Sunday, August 23, 2015

Mix of Aug 2007, Aug 2011, and Oct 2014

This market has entered an altered state.  A higher volatility period that likely plays out in one of 3 different ways.  This is based on past history, market conditions, sentiment, and market positioning.

1. The August 2007 scenario where you are in the heart of the topping phase of a long bull market, with weakening credit conditions, overvaluation, and a potential bear catalyst for a big drop.  Even in the worst of the 3 likely scenarios, you get a market that makes a flush out bottom, and rallies over the next 2 months towards the previous all time highs.  The current market is definitely much more bullish than August 2007, even if you can state without much doubt that the market is more overvalued now than back then.  But market positioning is more conservative now among fast money fund managers and there are much larger corporate buybacks now with fewer secondaries and IPOs.

The current market is definitely not like 2007, or even anything similar to 1998, which many seem to point out on CNBC.  In 1998 you had immense enthusiasm among the general public for stocks, with massive inflows into mutual funds at the time, not outflows as you have now.  Also with stock buybacks a much smaller part of the demand picture than it is in 2015.

2.  The August 2011 scenario when you have a financial panic.  It was building for several months, and it exploded into a final panic over European sovereign credit.  August 2011 was much scarier than August 2007, just by the magnitude of the drop, and the persistence of the weakness which lasted for a few months.  You didn't make the final bottom until October, and the coast wasn't clear until January.

This is the least like the current market situation from a fundamental standpoint.  In 2011, you didn't have the corporate buyback train at full steam, the market wasn't overvalued, but there was a risk of a financial crisis if the ECB didn't bring out the LTROs, and Europe is a much bigger part of the global financial system than China.   This is the short term worst case scenario, but the long term best case scenario.

3.  The October 2014 scenario where the market just got too bullish and complacent over the endless uptrend, you had a meaningless Ebola scare, and oil prices started its big drop.  This is the most bullish short term scenario but not bullish for the long term as the market is still overvalued and you never truly flush out the hard core bulls.  Since the cause of the drop is not fundamentally driven (oil was still around $80 in October 2014), but fear driven (Ebola), you a V bottom and the selloff ends as quickly as it starts.

Based on the amount of time (over 6 months) you spent building overhead resistance at higher levels (SPX 2040 to 2120), and the fact that you are now 80 points below those levels, the technical damage is much greater than October 2014, a bit greater than August 2007, but less than August 2011.

China is a convenient excuse for the selling, but the US stock market historically only enters a bear market when the US economy enters a recession (1981-1982, 1990, 2001, 2008), not when a foreign economy enters a recession (1997-1998, 2011).

Three scenarios is a small sample size, but it does give you a general guideline into how to trade the next couple of months.  I expect a flush out low this week that forms the initial bottom, upon which we should rally back up about 80-100 points over the next few weeks into the Fed meeting in September, where they will likely be more dovish than the market expects.  That should form a short term top, which will lead to renewed selling as investors fearing October and a shutdown of the corporate buyback window gives us a retest of the August low.  After that retest, I expect the market to bottom and rally into year end.  While the market is overvalued, the drivers for a continued rise are still there:  massive corporate buybacks, hedge funds still underweight US equity exposure, and a Fed that will be extremely slow in raising rates.

4 comments:

shzhning said...

first time to witness limit down for ES

Market Owl said...

Last time I remember was in October 2008, around 850. This is looking like August 2011. Way more damage done than either Aug 2007 or Oct 2014.

Anonymous said...

If fed doesn't hike rates, what do you think are chances we get back to/exceed old highs?

Market Owl said...

It doesn't matter. No one expects the Fed to raise rates now and the market is still getting killed. Bond traders are not dumb. They have been pricing in a much lower probability of a rate hike than the pundits all year long.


* [Your assignment] The records below are to be returned word for word, with pictures left out.

::: Data for the task :::

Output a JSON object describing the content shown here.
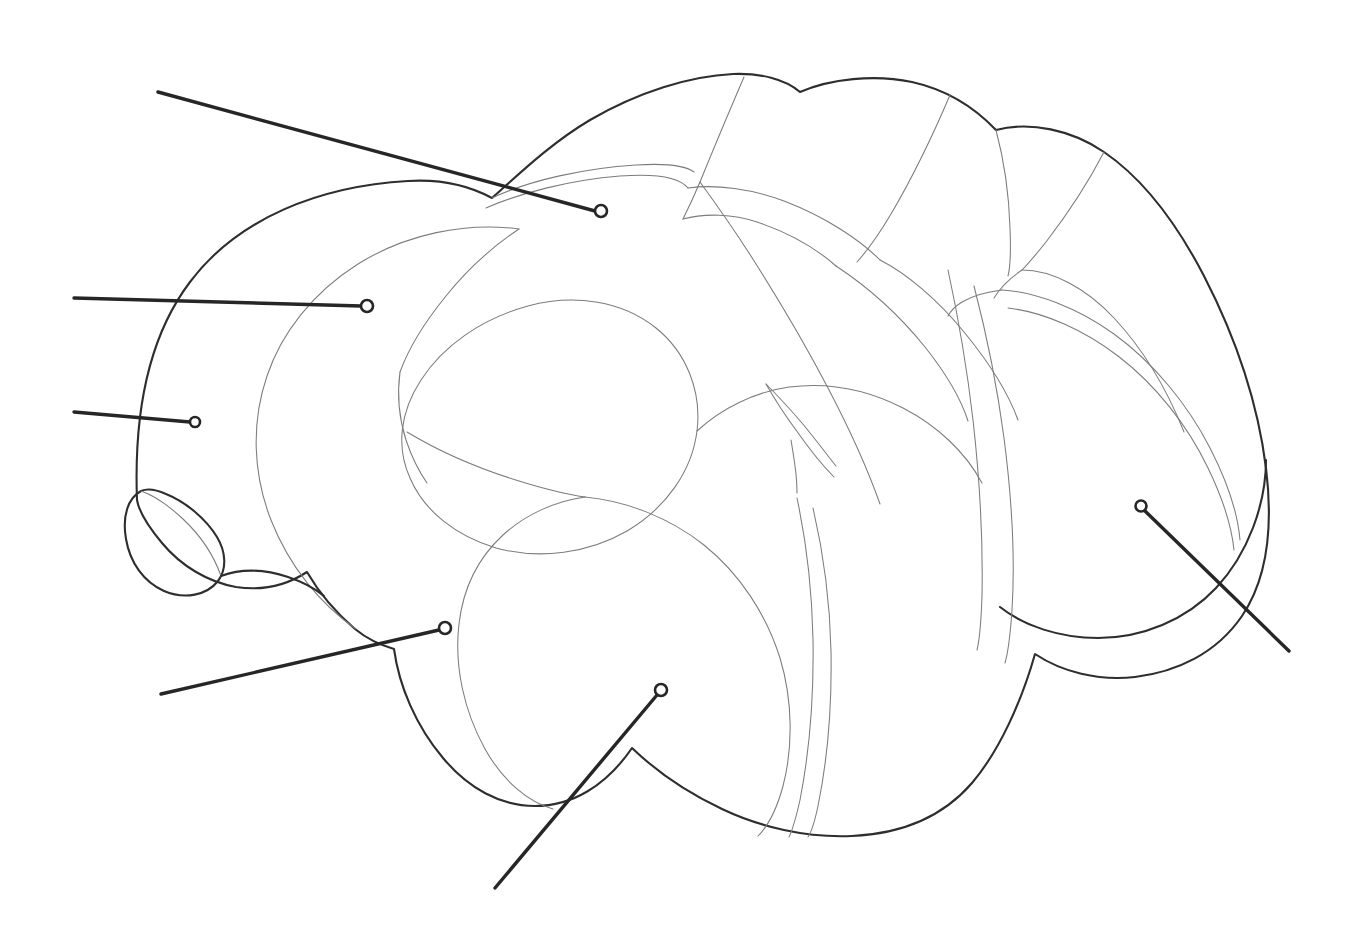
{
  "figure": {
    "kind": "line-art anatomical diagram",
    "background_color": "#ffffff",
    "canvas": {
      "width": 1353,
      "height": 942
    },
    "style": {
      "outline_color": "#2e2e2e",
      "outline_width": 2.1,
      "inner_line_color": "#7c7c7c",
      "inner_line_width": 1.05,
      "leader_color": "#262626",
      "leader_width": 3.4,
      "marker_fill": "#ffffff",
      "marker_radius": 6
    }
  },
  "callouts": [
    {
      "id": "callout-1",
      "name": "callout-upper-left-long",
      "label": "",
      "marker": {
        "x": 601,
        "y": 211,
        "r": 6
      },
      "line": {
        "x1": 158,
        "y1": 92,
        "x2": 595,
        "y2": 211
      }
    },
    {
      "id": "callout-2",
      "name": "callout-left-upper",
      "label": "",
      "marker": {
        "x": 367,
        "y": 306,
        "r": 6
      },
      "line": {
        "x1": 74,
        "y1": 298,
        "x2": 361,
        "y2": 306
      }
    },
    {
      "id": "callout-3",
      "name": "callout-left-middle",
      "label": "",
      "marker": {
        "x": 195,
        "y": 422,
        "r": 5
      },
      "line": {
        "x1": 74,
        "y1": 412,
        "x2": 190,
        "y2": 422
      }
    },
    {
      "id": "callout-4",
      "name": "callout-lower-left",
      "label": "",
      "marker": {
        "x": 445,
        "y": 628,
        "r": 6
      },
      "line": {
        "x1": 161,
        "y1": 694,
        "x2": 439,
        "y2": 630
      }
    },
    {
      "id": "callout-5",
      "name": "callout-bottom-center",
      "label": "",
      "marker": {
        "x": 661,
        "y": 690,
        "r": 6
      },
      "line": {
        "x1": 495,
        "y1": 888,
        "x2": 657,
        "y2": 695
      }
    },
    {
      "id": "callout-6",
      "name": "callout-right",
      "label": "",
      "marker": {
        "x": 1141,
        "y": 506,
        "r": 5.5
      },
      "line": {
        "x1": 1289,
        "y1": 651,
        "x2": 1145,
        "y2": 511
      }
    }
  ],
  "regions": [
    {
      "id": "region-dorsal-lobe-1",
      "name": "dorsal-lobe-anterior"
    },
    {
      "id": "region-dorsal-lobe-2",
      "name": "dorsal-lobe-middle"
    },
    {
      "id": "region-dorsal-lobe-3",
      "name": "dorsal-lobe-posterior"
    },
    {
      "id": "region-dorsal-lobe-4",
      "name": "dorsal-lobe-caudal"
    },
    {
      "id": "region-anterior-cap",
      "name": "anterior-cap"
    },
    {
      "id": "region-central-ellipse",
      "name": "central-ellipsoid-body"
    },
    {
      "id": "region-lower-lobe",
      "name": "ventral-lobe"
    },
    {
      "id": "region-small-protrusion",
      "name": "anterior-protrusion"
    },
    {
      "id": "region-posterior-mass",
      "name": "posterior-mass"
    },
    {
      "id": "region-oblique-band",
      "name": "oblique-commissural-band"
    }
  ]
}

:::

* [Exercise result]
Output a JSON object describing the content shown here.
{
  "figure": {
    "kind": "line-art anatomical diagram",
    "background_color": "#ffffff",
    "canvas": {
      "width": 1353,
      "height": 942
    },
    "style": {
      "outline_color": "#2e2e2e",
      "outline_width": 2.1,
      "inner_line_color": "#7c7c7c",
      "inner_line_width": 1.05,
      "leader_color": "#262626",
      "leader_width": 3.4,
      "marker_fill": "#ffffff",
      "marker_radius": 6
    }
  },
  "callouts": [
    {
      "id": "callout-1",
      "name": "callout-upper-left-long",
      "label": "",
      "marker": {
        "x": 601,
        "y": 211,
        "r": 6
      },
      "line": {
        "x1": 158,
        "y1": 92,
        "x2": 595,
        "y2": 211
      }
    },
    {
      "id": "callout-2",
      "name": "callout-left-upper",
      "label": "",
      "marker": {
        "x": 367,
        "y": 306,
        "r": 6
      },
      "line": {
        "x1": 74,
        "y1": 298,
        "x2": 361,
        "y2": 306
      }
    },
    {
      "id": "callout-3",
      "name": "callout-left-middle",
      "label": "",
      "marker": {
        "x": 195,
        "y": 422,
        "r": 5
      },
      "line": {
        "x1": 74,
        "y1": 412,
        "x2": 190,
        "y2": 422
      }
    },
    {
      "id": "callout-4",
      "name": "callout-lower-left",
      "label": "",
      "marker": {
        "x": 445,
        "y": 628,
        "r": 6
      },
      "line": {
        "x1": 161,
        "y1": 694,
        "x2": 439,
        "y2": 630
      }
    },
    {
      "id": "callout-5",
      "name": "callout-bottom-center",
      "label": "",
      "marker": {
        "x": 661,
        "y": 690,
        "r": 6
      },
      "line": {
        "x1": 495,
        "y1": 888,
        "x2": 657,
        "y2": 695
      }
    },
    {
      "id": "callout-6",
      "name": "callout-right",
      "label": "",
      "marker": {
        "x": 1141,
        "y": 506,
        "r": 5.5
      },
      "line": {
        "x1": 1289,
        "y1": 651,
        "x2": 1145,
        "y2": 511
      }
    }
  ],
  "regions": [
    {
      "id": "region-dorsal-lobe-1",
      "name": "dorsal-lobe-anterior"
    },
    {
      "id": "region-dorsal-lobe-2",
      "name": "dorsal-lobe-middle"
    },
    {
      "id": "region-dorsal-lobe-3",
      "name": "dorsal-lobe-posterior"
    },
    {
      "id": "region-dorsal-lobe-4",
      "name": "dorsal-lobe-caudal"
    },
    {
      "id": "region-anterior-cap",
      "name": "anterior-cap"
    },
    {
      "id": "region-central-ellipse",
      "name": "central-ellipsoid-body"
    },
    {
      "id": "region-lower-lobe",
      "name": "ventral-lobe"
    },
    {
      "id": "region-small-protrusion",
      "name": "anterior-protrusion"
    },
    {
      "id": "region-posterior-mass",
      "name": "posterior-mass"
    },
    {
      "id": "region-oblique-band",
      "name": "oblique-commissural-band"
    }
  ]
}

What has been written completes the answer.